The thing we must note here is not the Underground Man’s cogent (or at least mature) argument against Chernishevsky but the fact that Dostoyevsky has created a character who can embrace and defend other ideas convincingly. The discoveries he makes while creating this character—so central to Dostoyevsky’s later works—are what make him a true novelist. To act against one’s own interest, to take pleasure in pain, to begin suddenly to defend the exact opposite of that which is expected of you—all these impulses that defy European rationalism, the pursuit of demands of an enlightened ego, and so on? It is perhaps difficult to appreciate how original this program was in its day, for it has been copied so often.

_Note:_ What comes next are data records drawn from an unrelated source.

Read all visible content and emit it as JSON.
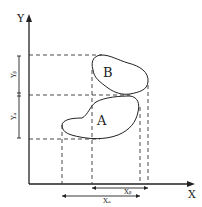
{
  "axes": {
    "x_label": "X",
    "y_label": "Y"
  },
  "regions": [
    {
      "label": "A"
    },
    {
      "label": "B"
    }
  ],
  "dimensions": {
    "x_a": "Xₐ",
    "x_b": "Xᵦ",
    "y_a": "Yₐ",
    "y_b": "Yᵦ"
  },
  "colors": {
    "line": "#222222",
    "background": "#ffffff"
  }
}
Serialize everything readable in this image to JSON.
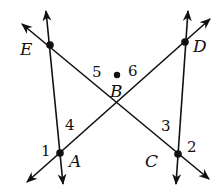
{
  "diagram": {
    "type": "geometry-intersecting-lines",
    "points": [
      {
        "name": "E",
        "x": 50,
        "y": 45,
        "label_x": 20,
        "label_y": 55
      },
      {
        "name": "D",
        "x": 185,
        "y": 42,
        "label_x": 193,
        "label_y": 52
      },
      {
        "name": "B",
        "x": 117,
        "y": 75,
        "label_x": 110,
        "label_y": 97
      },
      {
        "name": "A",
        "x": 60,
        "y": 153,
        "label_x": 69,
        "label_y": 167
      },
      {
        "name": "C",
        "x": 178,
        "y": 154,
        "label_x": 145,
        "label_y": 167
      }
    ],
    "angle_labels": [
      {
        "name": "1",
        "x": 41,
        "y": 156
      },
      {
        "name": "2",
        "x": 187,
        "y": 152
      },
      {
        "name": "3",
        "x": 161,
        "y": 131
      },
      {
        "name": "4",
        "x": 65,
        "y": 130
      },
      {
        "name": "5",
        "x": 92,
        "y": 77
      },
      {
        "name": "6",
        "x": 128,
        "y": 76
      }
    ],
    "lines": [
      {
        "name": "line-EC",
        "x1": 22,
        "y1": 24,
        "x2": 209,
        "y2": 179
      },
      {
        "name": "line-AD",
        "x1": 27,
        "y1": 182,
        "x2": 210,
        "y2": 19
      },
      {
        "name": "line-EA",
        "x1": 46,
        "y1": 11,
        "x2": 63,
        "y2": 184
      },
      {
        "name": "line-DC",
        "x1": 188,
        "y1": 11,
        "x2": 176,
        "y2": 184
      }
    ],
    "colors": {
      "stroke": "#111111",
      "background": "#ffffff"
    }
  }
}
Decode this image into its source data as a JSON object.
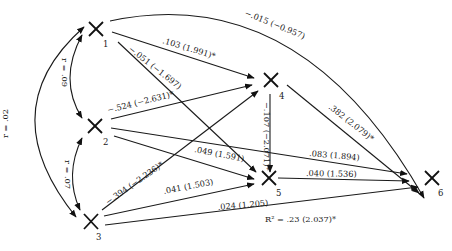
{
  "diagram": {
    "type": "path-diagram",
    "nodes": [
      {
        "id": "1",
        "label": "1"
      },
      {
        "id": "2",
        "label": "2"
      },
      {
        "id": "3",
        "label": "3"
      },
      {
        "id": "4",
        "label": "4"
      },
      {
        "id": "5",
        "label": "5"
      },
      {
        "id": "6",
        "label": "6"
      }
    ],
    "correlations": [
      {
        "from": "1",
        "to": "2",
        "label": "r = .09"
      },
      {
        "from": "2",
        "to": "3",
        "label": "r = .07"
      },
      {
        "from": "1",
        "to": "3",
        "label": "r = .02"
      }
    ],
    "paths": [
      {
        "from": "1",
        "to": "6",
        "label": "−.015 (−0.957)"
      },
      {
        "from": "1",
        "to": "4",
        "label": ".103 (1.991)*"
      },
      {
        "from": "1",
        "to": "5",
        "label": "−.051 (−1.697)"
      },
      {
        "from": "2",
        "to": "4",
        "label": "−.524 (−2.631)*"
      },
      {
        "from": "2",
        "to": "5",
        "label": ".049 (1.591)"
      },
      {
        "from": "2",
        "to": "6",
        "label": ".083 (1.894)"
      },
      {
        "from": "3",
        "to": "4",
        "label": "−.394 (−2.236)*"
      },
      {
        "from": "3",
        "to": "5",
        "label": ".041 (1.503)"
      },
      {
        "from": "3",
        "to": "6",
        "label": ".024 (1.205)"
      },
      {
        "from": "4",
        "to": "5",
        "label": "−.107 (−2.071)*"
      },
      {
        "from": "4",
        "to": "6",
        "label": ".382 (2.079)*"
      },
      {
        "from": "5",
        "to": "6",
        "label": ".040 (1.536)"
      }
    ],
    "r_squared": "R² = .23 (2.037)*"
  }
}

Let us look at one experiment that the Underground Man performs to prove himself a creature who refuses to conform to the idea that all people act in the
ir own best interest.
One evening, he is passing by a lowly tavern when he sees a fight break out around the billiard table. Later he sees a man thrown from the window. At once a great jealousy rises up in the Underground Man: He wants to be similarly degraded; he too wants to be thrown out of the window. He goes inside, but instead of getting the beating of his dreams, he is degraded in an entirely different way. An officer decides he’s blocking the way and so pulls him into the corner, but he does this in a manner to suggest he’s handling a nonentity, a thing not even worthy of contempt. It is this unexpected humiliation that will prey on him.
I see all the elements that characterize Dostoyevsky’s later novels in this small scene. If Dostoyevsky went on to become a writer who, like Shakespeare, changed our understanding of humanity, it is in Notes from Underground that this new point of view begins to emerge, and if we study it closely, we can see how his great discovery was made. Failure and unhappiness had greatly distanced Dostoyevsky from the complacent winners and the spiritual world of the proud, and he had begun to feel anger toward the Western intellectuals who looked down on Russia. But though he wished to quarrel with Westernization, he was still a product of his Western education and upbringing and still practicing a Western art, the art of the novel. Notes from Underground was born of a desire to write a story that took the hero through all these states of spirit and consciousness, or an urgent wish to create a hero and a world that could hold together all these contradictions in a convincing way.